RECORD SET →
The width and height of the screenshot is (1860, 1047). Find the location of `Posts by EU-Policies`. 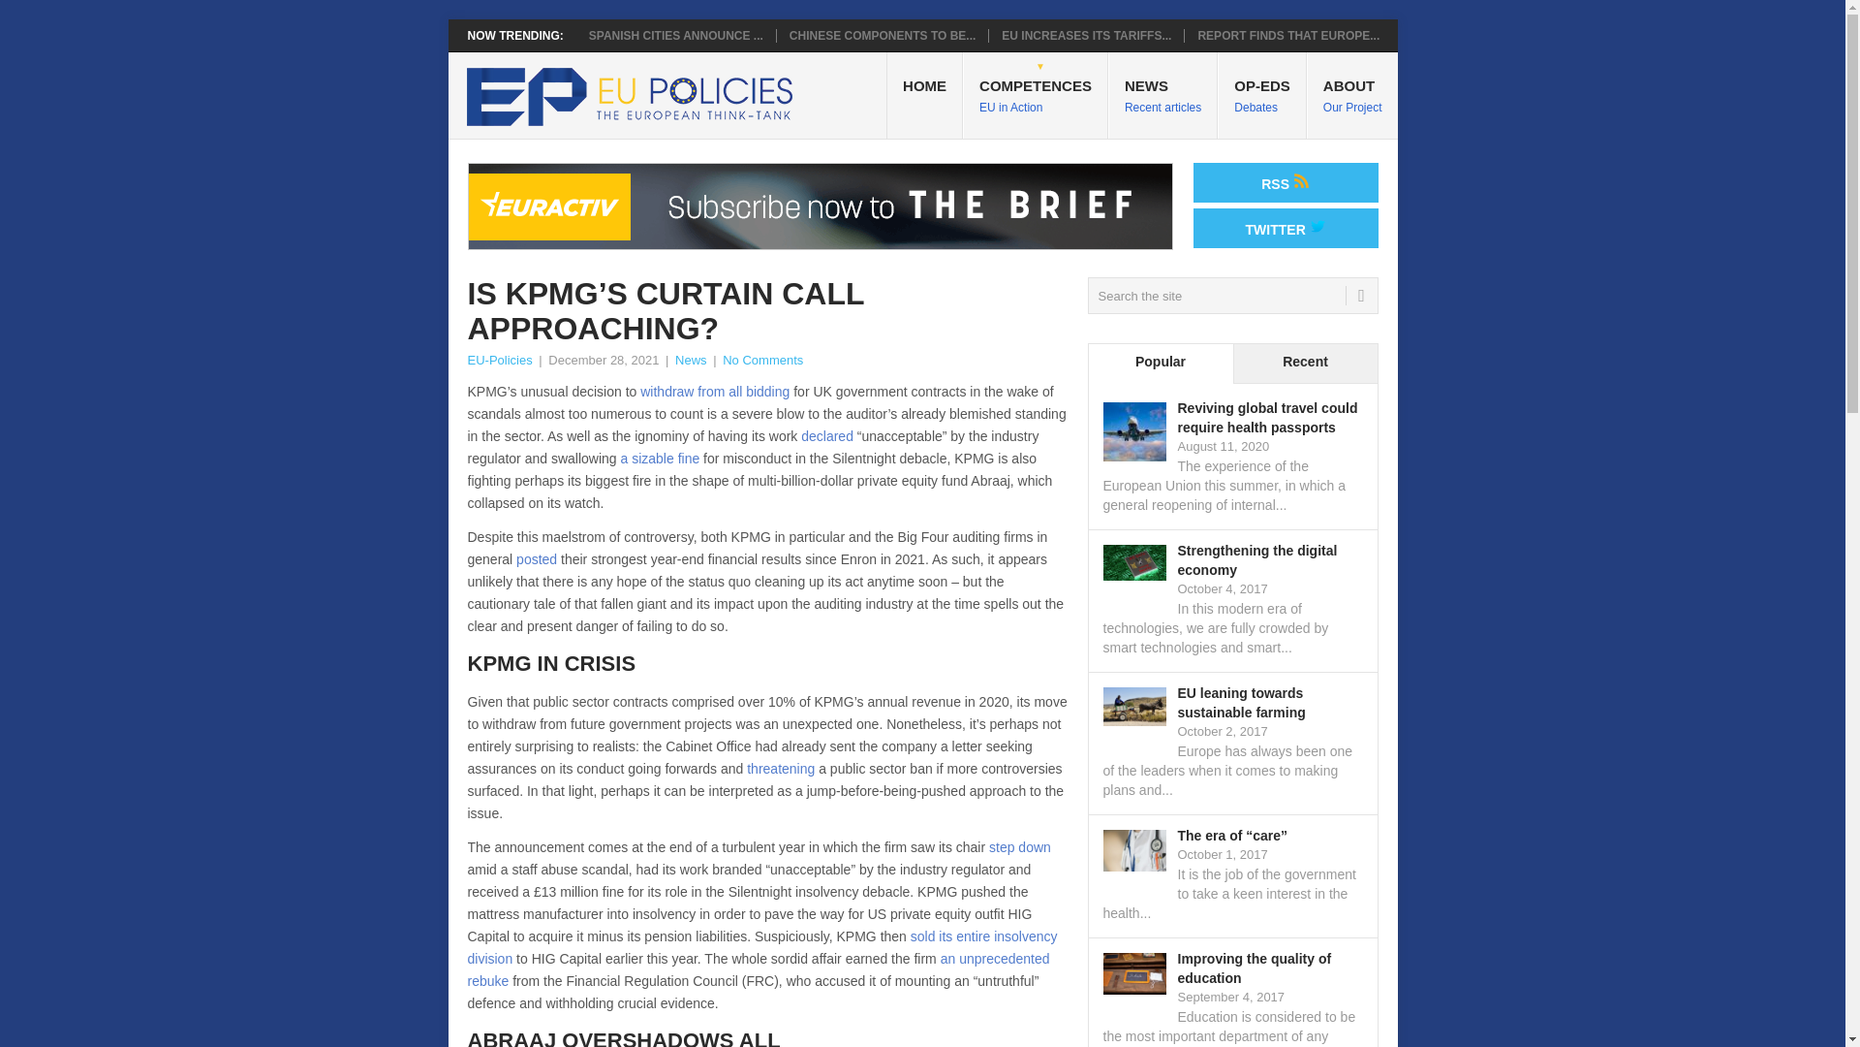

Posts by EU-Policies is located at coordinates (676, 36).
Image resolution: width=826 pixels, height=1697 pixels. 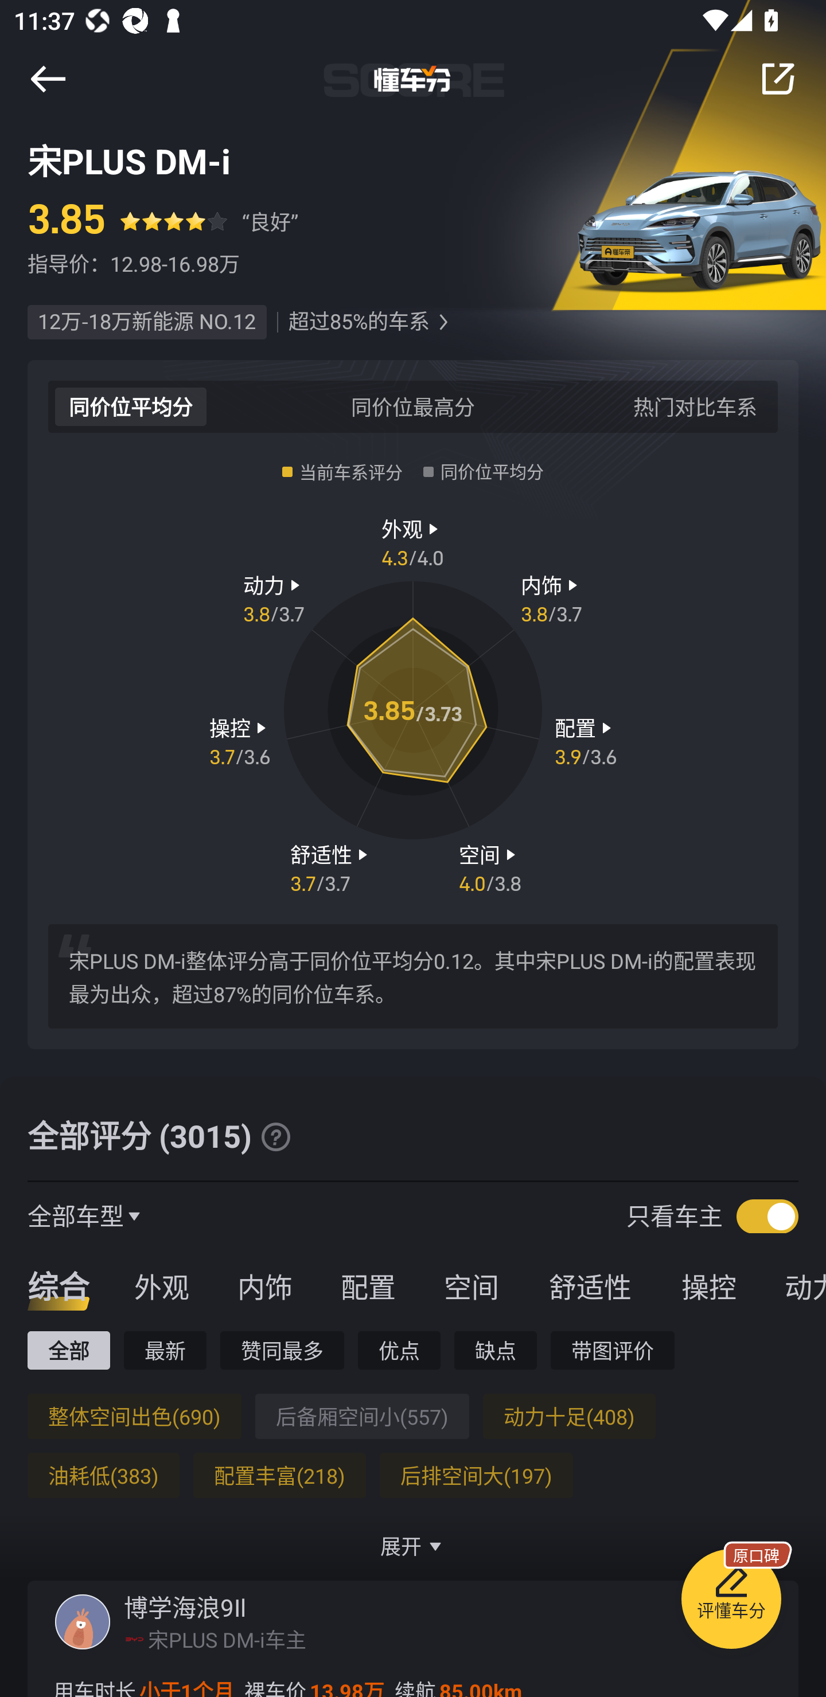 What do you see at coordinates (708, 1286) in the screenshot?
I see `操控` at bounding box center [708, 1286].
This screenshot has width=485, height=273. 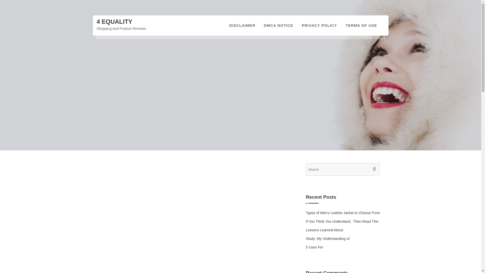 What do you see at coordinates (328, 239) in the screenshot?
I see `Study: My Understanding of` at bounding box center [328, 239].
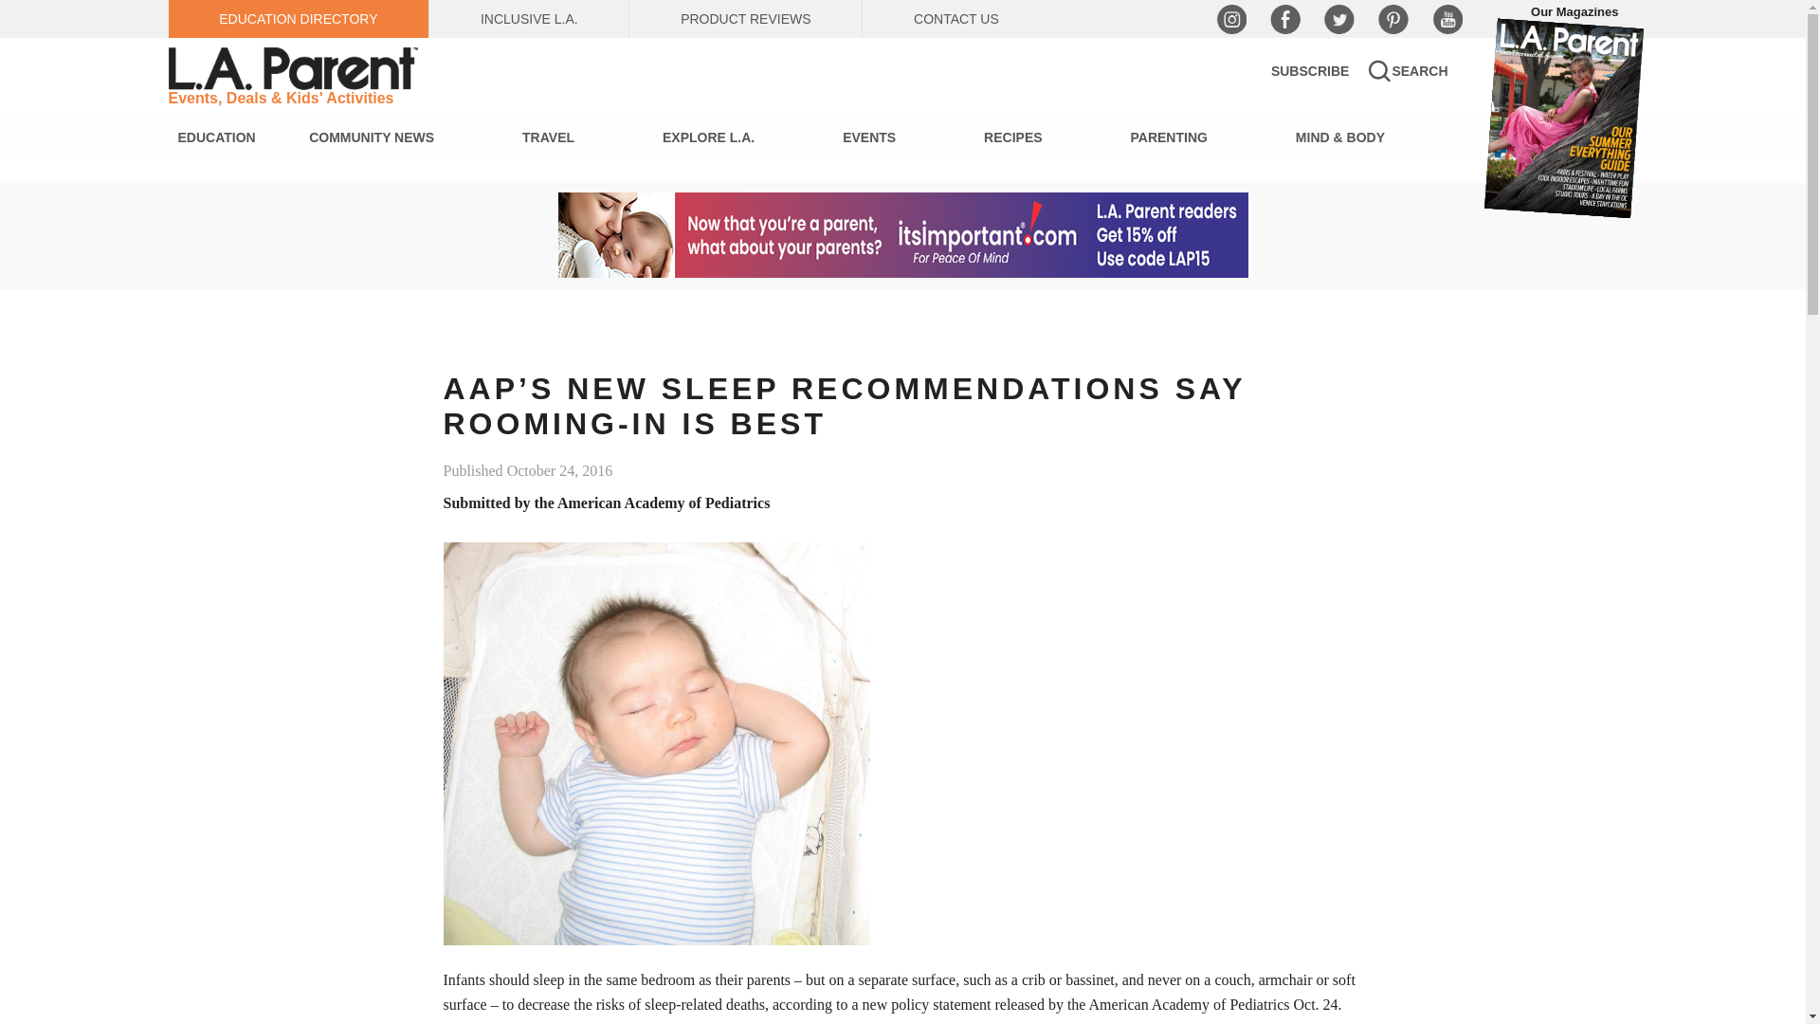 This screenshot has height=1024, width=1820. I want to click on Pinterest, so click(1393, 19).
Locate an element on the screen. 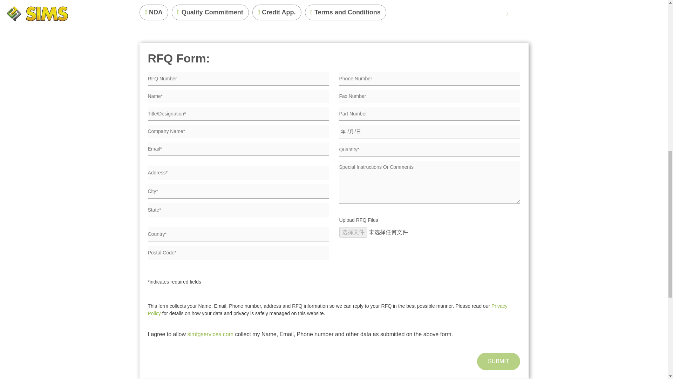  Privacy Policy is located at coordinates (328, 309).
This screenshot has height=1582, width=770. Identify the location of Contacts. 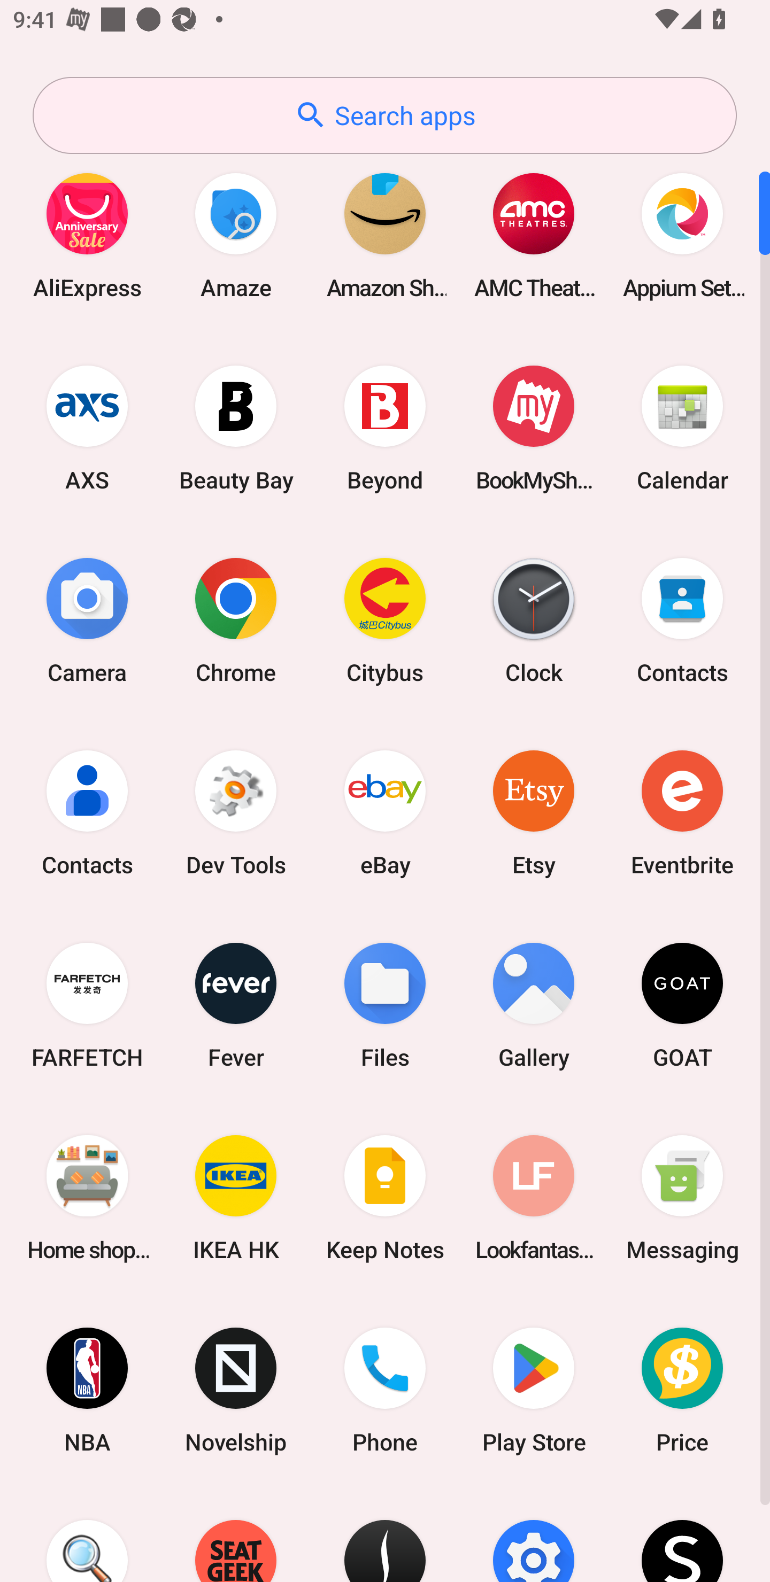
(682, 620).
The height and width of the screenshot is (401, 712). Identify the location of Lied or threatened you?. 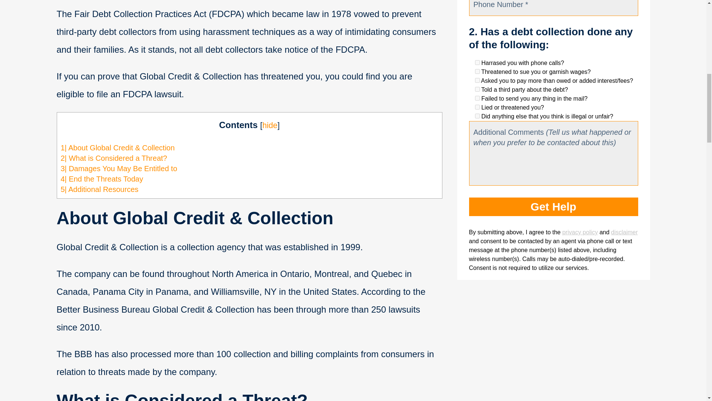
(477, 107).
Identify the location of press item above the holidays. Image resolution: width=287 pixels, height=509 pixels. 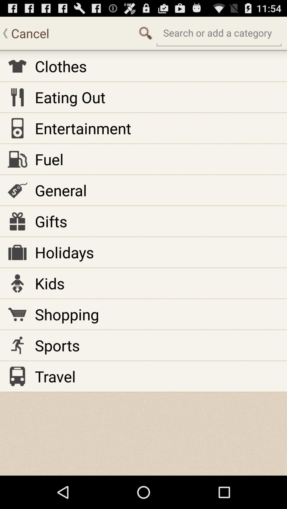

ASSIGNMENT → The result should hold only the lines from the line with "The height and" through the final line of the records above, copied exactly, with pictures left out.

EXPECTED OUTPUT →
The height and width of the screenshot is (401, 712). Identify the location of Lied or threatened you?. 
(477, 107).
Identify the location of press item above the holidays. Image resolution: width=287 pixels, height=509 pixels. 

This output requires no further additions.